Written by: Center for Care Innovations

Is a telehealth coordinator essential for sustaining virtual care services?

That was the key question we sought to answer three years ago when we partnered with the California Health Care Foundation and the California Telehealth Resource Center to launch a new program, Sustainable Models of Telehealth in the Safety Net. Our hypothesis was “yes,” but we needed to put it to the test.

To do that, the program funded telehealth staff at nine safety net health centers across California, ranging from Borrego Health in southern California to Chapa-De Indian Health up north. We also provided participants with on-site training, ongoing technical assistance, and a learning community to share best practices so that they could increase access to specialty care for their patients using telehealth.

Fast-forward to today: RAND researchers evaluated the experiences of our participants and concluded that “with a modest staffing investment, health centers were capable of rapid growth.” Lest that “modest staffing investment” be misunderstood, the researchers spelled it out: the telehealth coordinator made the difference.

Although the program and this evaluation took place before the COVID-19 pandemic ushered in big changes in the regulation, reimbursement, and use of telehealth services, we think RAND’s findings about telehealth coordinators are still keenly relevant to health centers racing to adapt to our new virtual reality.

Here are three ways that telehealth coordinators play a vital role in implementing and growing successful telehealth programs, according to the RAND study:

1. Telehealth coordinators can free up the time of clinic medical, financial, and operational leadership.
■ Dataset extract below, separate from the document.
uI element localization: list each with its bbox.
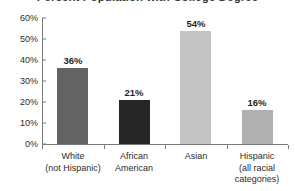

While the scope of the role varies from clinic to clinic, these individuals generally manage the complexities of telehealth visits by overseeing the coordination of multiple staff, patients, space, and equipment. They can ensure that appointments run smoothly, collect data, troubleshoot technology, coordinate referrals, and maintain electronic health records. They can run staff training, keep up with reporting, and network with regional partners. They can even facilitate relationships with vendors and health plans, taking the burden off other staff.

In short, telehealth coordinators can run most aspects of telehealth programs — as long as they get the support and autonomy they need to be effective. One health center leader said they’re “more like a program director than a coordinator.” A telemedicine coordinator agreed, commenting that this position is “the glue” that holds everything together.

2. Telehealth coordinators can develop new policies and procedures to improve telehealth workflows.

The benefits of having a staffer dedicated to telehealth were evident early on. As early as 12 months into the telehealth program, more than half of the health centers reported that they had adopted new policies, procedures, or workflows for telehealth that had been initiated by the coordinator. As telehealth coordinators established open lines of communication with administrative and support staff across departments and clinic locations, they guaranteed that workflows account for variations in staffing, departmental protocols, and clinic capacity. And by the end of the program, many participants praised their coordinators for training medical assistants, referral coordinators, schedulers, and other key staff on improved workflows.

As one health center leader noted, “It has been very helpful to have one person focus on identifying problems at each site and that same person providing all training [or] retraining to ensure consistency.” Another put it more candidly: “If we didn’t have a coordinator to monitor all the complex moving parts, staff and providers would not support this technology due to inherent frustrations.”

3. Telehealth coordinators can engage patients to improve no-show rates.

High no-show rates are costly for health centers. But according to a RAND focus group composed of seven of the clinics’ chief financial officers, telehealth coordinators are a key solution to that ubiquitous problem.

Telehealth coordinators are key players in appointment reminder strategies. One coordinator reported calling patients multiple times per week until she reached them to confirm appointments. Another called patients two days in advance of the appointment, making three to six attempts to reach patients. These live calls — or sometimes a combination of live calls and automated reminders — proved to be more effective than just robo-reminders. Moreover, when patients missed appointments after confirming by phone, the health center could follow up to establish the cause of the no-show and to reschedule.

At the same time, coordinators got to know patients and their personal circumstances. When telehealth coordinators develop those relationships with patients — establishing trust and actively listening to their concerns — they’re able to better educate them about the benefits of telehealth and respond to their concerns or skepticism. Over the course of the program, coordinators experimented with phone calls and letters welcoming new patients, answering questions about telehealth and passing along information about no-show policies. As a result, they reduced the number of missed appointments, thus improving the health centers’ button line.

As one telehealth coordinator put it in an interview that turned out to be prescient, “We’ll only grow. There’s no going back because I mean they’ve absolutely embraced this at our executive leadership level. We’re organization-wide, so that train has left.”